20 thoughts on “Knit the Look: Amazing chalk-stripe pullover

    • I don’t think the one these two are wearing is the Stella McCartney, is it? This one doesn’t seem to have the slashed hem, and the stripes are bolder. I don’t know whose it is …

  1. I immediately thought of knitting a simple black cotton pullover (maybe with Rowan denim) and using a bleach pen to draw the stripes, a la Mason Dixon Kay. Avoiding the whole vertical stripe fiasco, but still getting the look. :-)

  2. Love this sweater, since I am vertically challenged this would help add height to me….but here is yet another way you could knit it in charcoal in the round and then drop every 9th stitch and ladder down and then with a crochet hook, ladder back up using the snowbound…I hope I said that right so you could understand it.

    • Ha! Beware bleach on black cotton. Black dye is not just black, but is made up of lots of colours, and sometimes your bleached stripes will come out orange. It should be fine if you have black denim, but test a swatch before knitting the sweater.

  3. Mmmm, I like those vertical stripes….very “menswear”, and as you said, will always be chic.

    Jorjan’s solution is a good one. Another version of that would be to slip stitch crochet the same row right on top of the knit row. This would give the stripe a slightly raised look. It also gives a little structure and thus works nicely for faux side seams. I don’t know how to post a photo here or I’d show an example….

  4. Or instead of dropping a ladder, you can purl 1 to create a recessed line, and then crochet the line up with the contrast yarn, the stitches will be snuggly nested 😊.

    • That is clever, Cecilia. That way you have the lines placed before doing the slip stitching.

      As for the slip stitching without planning, this would be a fun thing to do to a sweater already in the closet….hmmm….doing inventory in my mind….;-)

      P.S. the Pinterest link that Julie posted is to a Purl Soho blanket and is the same method I suggested.
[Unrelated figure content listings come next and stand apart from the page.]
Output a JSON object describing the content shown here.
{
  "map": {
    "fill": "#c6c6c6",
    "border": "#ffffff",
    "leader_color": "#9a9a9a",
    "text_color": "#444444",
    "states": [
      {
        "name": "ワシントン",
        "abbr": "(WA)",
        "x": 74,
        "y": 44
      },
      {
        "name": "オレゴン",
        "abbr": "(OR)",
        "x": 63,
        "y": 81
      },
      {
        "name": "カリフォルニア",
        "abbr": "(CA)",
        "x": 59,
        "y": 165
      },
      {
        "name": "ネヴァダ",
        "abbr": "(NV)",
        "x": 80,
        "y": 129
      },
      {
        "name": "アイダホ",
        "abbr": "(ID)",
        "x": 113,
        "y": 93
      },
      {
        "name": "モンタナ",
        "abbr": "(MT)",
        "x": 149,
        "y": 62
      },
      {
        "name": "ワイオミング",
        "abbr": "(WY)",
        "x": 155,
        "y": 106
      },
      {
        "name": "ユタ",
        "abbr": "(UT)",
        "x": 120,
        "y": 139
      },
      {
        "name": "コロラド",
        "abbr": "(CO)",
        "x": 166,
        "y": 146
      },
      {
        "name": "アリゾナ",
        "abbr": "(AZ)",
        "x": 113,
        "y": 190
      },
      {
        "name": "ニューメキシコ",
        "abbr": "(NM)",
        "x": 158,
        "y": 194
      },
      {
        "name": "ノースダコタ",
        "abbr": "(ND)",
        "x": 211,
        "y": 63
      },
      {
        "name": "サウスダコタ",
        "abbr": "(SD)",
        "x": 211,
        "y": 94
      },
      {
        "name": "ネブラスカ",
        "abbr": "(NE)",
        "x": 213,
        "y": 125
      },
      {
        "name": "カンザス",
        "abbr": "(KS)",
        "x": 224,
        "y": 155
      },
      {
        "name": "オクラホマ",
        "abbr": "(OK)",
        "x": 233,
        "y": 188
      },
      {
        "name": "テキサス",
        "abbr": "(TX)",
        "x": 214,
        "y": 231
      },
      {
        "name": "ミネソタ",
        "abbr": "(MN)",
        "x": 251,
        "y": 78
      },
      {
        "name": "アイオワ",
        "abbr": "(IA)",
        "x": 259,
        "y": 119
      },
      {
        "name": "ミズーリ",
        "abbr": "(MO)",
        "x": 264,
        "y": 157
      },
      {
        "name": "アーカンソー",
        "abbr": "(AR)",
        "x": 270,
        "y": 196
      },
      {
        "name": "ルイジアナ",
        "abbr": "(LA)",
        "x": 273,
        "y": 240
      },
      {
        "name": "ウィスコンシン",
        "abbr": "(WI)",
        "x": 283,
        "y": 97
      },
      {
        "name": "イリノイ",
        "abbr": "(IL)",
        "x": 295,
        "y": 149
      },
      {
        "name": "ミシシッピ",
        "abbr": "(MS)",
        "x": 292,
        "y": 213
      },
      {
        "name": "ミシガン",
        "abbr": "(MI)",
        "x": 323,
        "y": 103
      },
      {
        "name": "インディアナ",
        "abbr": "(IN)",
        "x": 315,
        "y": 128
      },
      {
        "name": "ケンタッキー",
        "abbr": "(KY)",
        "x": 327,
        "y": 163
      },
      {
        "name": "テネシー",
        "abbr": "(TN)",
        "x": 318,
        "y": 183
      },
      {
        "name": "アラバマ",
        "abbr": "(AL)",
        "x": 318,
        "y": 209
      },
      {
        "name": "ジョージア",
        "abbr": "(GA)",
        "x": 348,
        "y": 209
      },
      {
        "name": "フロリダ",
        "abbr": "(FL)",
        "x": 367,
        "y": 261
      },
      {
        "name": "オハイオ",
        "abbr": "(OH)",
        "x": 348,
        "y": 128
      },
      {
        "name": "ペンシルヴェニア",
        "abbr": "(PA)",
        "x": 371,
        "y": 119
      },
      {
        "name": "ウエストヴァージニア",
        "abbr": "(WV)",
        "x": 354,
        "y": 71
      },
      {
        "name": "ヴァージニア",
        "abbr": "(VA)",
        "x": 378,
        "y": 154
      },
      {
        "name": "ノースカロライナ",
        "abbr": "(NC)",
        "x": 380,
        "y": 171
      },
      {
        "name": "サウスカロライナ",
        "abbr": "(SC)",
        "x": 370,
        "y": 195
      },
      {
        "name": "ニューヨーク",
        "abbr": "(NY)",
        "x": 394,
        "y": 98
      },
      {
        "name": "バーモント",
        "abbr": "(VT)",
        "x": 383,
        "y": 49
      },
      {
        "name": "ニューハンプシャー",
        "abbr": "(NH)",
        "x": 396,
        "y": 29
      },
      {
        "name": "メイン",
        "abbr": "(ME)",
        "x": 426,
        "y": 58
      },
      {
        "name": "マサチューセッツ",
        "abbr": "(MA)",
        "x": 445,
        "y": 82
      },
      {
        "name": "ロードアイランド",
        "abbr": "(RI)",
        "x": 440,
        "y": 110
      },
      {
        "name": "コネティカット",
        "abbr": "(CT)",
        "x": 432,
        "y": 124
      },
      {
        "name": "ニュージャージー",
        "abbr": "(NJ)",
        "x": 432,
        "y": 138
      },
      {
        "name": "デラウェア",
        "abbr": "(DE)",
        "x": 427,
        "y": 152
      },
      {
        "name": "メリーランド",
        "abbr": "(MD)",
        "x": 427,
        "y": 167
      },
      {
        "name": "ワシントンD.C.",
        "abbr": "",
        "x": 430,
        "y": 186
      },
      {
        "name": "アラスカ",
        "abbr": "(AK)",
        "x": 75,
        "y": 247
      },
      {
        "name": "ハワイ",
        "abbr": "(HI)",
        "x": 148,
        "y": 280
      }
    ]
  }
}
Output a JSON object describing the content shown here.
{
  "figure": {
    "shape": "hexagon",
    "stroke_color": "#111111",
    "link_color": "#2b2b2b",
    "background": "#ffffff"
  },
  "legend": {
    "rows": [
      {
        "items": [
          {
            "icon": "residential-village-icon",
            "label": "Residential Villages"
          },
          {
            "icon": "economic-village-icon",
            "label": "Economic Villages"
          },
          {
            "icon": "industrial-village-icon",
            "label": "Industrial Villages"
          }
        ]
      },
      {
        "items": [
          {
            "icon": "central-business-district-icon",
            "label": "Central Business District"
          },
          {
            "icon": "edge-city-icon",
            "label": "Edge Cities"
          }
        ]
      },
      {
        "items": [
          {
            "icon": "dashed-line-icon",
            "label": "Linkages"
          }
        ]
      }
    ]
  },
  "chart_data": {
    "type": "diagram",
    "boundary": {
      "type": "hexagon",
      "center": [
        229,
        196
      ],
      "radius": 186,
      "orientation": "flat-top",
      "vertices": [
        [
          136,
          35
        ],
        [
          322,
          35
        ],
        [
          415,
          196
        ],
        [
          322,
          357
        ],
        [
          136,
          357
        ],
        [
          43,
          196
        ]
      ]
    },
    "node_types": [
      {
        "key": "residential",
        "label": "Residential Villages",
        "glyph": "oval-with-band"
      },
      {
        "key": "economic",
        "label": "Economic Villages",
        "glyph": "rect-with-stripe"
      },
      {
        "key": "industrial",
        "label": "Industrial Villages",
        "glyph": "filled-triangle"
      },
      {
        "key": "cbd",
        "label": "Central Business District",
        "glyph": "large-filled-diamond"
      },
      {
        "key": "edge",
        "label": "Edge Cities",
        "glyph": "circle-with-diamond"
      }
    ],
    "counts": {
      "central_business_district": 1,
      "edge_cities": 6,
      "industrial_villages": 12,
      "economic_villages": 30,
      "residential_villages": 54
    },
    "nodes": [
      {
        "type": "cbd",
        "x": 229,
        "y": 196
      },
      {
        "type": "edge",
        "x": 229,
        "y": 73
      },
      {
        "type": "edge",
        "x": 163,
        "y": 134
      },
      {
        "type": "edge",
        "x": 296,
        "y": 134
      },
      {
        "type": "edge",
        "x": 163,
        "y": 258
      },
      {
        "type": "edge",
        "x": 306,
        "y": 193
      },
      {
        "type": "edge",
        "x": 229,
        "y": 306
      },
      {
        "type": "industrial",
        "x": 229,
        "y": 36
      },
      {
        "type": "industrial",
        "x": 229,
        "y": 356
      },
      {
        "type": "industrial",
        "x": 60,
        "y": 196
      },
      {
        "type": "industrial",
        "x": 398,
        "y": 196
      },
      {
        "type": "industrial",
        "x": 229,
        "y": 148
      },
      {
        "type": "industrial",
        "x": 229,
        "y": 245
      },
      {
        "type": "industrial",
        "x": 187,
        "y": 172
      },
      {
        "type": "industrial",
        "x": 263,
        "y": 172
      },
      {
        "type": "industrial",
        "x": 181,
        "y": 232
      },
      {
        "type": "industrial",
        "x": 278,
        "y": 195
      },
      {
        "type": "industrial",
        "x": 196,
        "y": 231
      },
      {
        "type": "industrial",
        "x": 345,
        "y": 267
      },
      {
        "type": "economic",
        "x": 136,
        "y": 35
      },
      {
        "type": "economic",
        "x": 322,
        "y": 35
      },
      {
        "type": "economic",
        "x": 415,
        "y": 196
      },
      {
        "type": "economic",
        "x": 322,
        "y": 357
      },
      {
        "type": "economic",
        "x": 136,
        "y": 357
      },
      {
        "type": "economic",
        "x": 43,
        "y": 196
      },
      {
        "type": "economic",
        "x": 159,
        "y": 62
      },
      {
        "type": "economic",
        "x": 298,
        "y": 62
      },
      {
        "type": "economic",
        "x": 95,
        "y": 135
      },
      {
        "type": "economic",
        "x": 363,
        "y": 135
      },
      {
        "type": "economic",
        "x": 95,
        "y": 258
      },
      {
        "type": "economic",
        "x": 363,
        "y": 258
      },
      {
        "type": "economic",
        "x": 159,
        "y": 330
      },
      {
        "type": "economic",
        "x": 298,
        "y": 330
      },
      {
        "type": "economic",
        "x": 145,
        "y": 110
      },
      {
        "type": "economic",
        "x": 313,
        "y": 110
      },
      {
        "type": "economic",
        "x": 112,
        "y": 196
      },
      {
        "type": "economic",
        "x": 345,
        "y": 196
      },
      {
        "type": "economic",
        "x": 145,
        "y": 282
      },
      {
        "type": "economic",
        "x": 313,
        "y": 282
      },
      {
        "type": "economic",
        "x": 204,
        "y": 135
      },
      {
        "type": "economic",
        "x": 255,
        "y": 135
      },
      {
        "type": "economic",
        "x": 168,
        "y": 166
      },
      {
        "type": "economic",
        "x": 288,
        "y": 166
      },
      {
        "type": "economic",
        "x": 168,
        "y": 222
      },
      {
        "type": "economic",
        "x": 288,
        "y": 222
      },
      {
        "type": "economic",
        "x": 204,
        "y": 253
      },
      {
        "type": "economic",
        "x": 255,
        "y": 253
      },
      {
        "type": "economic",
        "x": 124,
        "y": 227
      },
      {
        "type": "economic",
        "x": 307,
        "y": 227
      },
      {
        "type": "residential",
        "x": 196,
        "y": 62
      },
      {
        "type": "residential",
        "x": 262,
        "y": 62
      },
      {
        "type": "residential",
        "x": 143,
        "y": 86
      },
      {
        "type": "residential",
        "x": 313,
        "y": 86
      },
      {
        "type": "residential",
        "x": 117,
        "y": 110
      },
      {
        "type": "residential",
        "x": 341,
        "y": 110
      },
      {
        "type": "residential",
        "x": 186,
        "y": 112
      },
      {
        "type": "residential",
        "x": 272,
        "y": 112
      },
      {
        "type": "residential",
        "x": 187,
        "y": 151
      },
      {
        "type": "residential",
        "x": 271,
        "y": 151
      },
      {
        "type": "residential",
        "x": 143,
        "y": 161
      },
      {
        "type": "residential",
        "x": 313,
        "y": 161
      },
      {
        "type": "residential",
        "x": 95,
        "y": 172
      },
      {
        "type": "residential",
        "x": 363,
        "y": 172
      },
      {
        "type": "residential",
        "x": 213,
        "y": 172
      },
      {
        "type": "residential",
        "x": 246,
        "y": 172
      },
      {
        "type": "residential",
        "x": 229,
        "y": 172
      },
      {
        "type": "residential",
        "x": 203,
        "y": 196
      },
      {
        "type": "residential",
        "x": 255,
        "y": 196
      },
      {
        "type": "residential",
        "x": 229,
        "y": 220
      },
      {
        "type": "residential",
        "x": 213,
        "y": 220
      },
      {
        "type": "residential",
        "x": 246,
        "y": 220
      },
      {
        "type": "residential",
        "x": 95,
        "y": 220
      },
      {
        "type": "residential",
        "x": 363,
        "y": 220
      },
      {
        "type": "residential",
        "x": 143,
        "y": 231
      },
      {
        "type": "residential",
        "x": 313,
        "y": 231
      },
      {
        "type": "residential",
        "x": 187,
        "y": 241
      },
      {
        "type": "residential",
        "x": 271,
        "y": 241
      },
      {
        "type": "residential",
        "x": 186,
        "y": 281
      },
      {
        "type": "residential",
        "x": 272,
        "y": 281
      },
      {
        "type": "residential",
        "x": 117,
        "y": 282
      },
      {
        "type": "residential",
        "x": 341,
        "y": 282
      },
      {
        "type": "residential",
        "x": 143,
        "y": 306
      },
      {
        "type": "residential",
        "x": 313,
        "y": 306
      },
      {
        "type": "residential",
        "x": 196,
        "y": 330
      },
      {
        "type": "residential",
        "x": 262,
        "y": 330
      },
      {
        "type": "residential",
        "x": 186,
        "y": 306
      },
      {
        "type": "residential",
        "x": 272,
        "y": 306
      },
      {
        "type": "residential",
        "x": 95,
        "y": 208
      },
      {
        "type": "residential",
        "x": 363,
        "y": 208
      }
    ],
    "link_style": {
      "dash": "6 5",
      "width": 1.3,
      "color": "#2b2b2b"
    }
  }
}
I knew I had seen it used there but couldn’t nail it down to the project. Their instructions probably include a good tutorial.

    • This is a really good example of the crochet alternative to duplicate stitch, mentioned by Clare above. (Except they’re doing it between two stitches instead of right on top of one.)

      But interestingly, the side seam method they’re using — laddering down one whole column of stitches and then crocheting back up that ladder — is (I think) what Jorjan is suggesting above. Only instead of doing it in the same color, as they’re doing for the side seam, you’d do it in the contrasting color.

      I’d love to hear from Whit why she settled on the two different techniques for that project, rather than using the ladder method for the vertical stripes. Seems like the between-the-rows crochet stripes wind up looking narrower, being squeezed in there, which might have been the reasoning.

      Interesting.

      • The blanket is framed, so I don’t think the ladder (for the stripes) would have worked. Interestingly the photos make it look like she is duplicate stitching the horizontal, but I believe on second read, it looks like she is knitting in the horizontal and slip stitching the vertical (right on top of the stockinette). Again, the frame of the blanket, with hems (and laddering?) for the turned edges, makes it kind of complicated to see. At least to me. ;-)

  5. Instead of straight stranded you could do it in a slip stitch- strand the black and white one row, then slip the white the second row-so when you get to the neckline split you would strand on the right side and slip the white stitches on the wrong side.

  6. I love this post and the comments. Knitting problem-solving and work-arounds are two of my favorite things. I also love vertical stripes, but not stranded knitting, so this is just good through and through! Thank you.